Supplements: What the Evidence Shows
Most supplements marketed for libido have weak or nonexistent evidence. Maca root is one of the few with credible clinical trial data. In a randomized, double-blind, placebo-controlled trial, men taking approximately 5 grams of maca daily showed significant improvement in symptoms associated with low testosterone (including reduced desire) after 12 weeks. The placebo group improved initially but plateaued, while the maca group continued to improve. Effects began appearing around week four but became clearly distinct from placebo by week twelve.
Maca is not a magic fix, and 5 grams daily is a meaningful dose (six capsules in the trial). But if you’re looking for a supplement with actual human trial data behind it, maca has more support than most alternatives. Other commonly promoted options like tribulus terrestris, fenugreek, and ashwagandha have far less rigorous evidence for direct libido effects, though ashwagandha may help indirectly through stress reduction.
Relationship and Psychological Factors
Desire doesn’t exist in a vacuum. For people in relationships, emotional disconnection, unresolved conflict, lack of novelty, and feeling more like roommates than partners are among the most common reasons sex drive fades. These aren’t failures; they’re predictable patterns in long-term relationships. Addressing them directly, whether through honest conversations, scheduled intimacy (which sounds unsexy but works for many couples), or couples therapy, often does more than any supplement or lifestyle change.

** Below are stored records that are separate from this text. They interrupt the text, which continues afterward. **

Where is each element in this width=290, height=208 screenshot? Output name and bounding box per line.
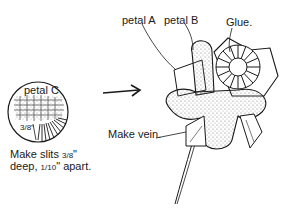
flower-diagram bbox=[0, 0, 290, 208]
label-glue: Glue. bbox=[226, 16, 252, 28]
caption-line-2-fraction: 1/10 bbox=[41, 163, 57, 172]
label-petal-c: petal C bbox=[24, 84, 59, 96]
fringe-center bbox=[216, 45, 260, 89]
label-slit-measure: 3/8" bbox=[20, 122, 34, 134]
caption-line-2: deep, 1/10" apart. bbox=[10, 160, 91, 174]
label-make-vein: Make vein. bbox=[108, 128, 161, 140]
flower-illustration bbox=[166, 38, 278, 204]
label-petal-a: petal A bbox=[122, 14, 156, 26]
label-petal-b: petal B bbox=[164, 14, 198, 26]
caption-line-1-suffix: " bbox=[73, 148, 77, 160]
caption-line-1-text: Make slits bbox=[10, 148, 62, 160]
caption-line-1-fraction: 3/8 bbox=[62, 151, 73, 160]
caption-line-2-suffix: " apart. bbox=[56, 160, 91, 172]
arrow-icon bbox=[103, 85, 140, 96]
caption-line-2-text: deep, bbox=[10, 160, 41, 172]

Body image also plays a significant role. Feeling unattractive or self-conscious during sex pulls your attention away from arousal and toward judgment, creating a feedback loop that suppresses desire over time. This is the same mechanism that mindfulness targets: learning to stay in physical sensation rather than spiraling into evaluative thoughts.
When Low Desire Becomes a Clinical Concern
There’s an important distinction between a dip in sex drive caused by life circumstances and a clinical condition. The diagnostic criteria for sexual interest disorders require that reduced desire persists for at least six months, causes significant personal distress, and isn’t fully explained by relationship problems, another mental health condition, medication effects, or a medical issue.
That last point matters. If your low desire traces clearly to sleep deprivation, a stressful job, or a new medication, it’s not a disorder. It’s a signal. The clinical label applies when desire remains absent even after those factors are addressed. If you’ve worked through the lifestyle basics and nothing has shifted after several months, a healthcare provider who specializes in sexual health can help identify whether something deeper, hormonal, neurological, or psychological, is at play.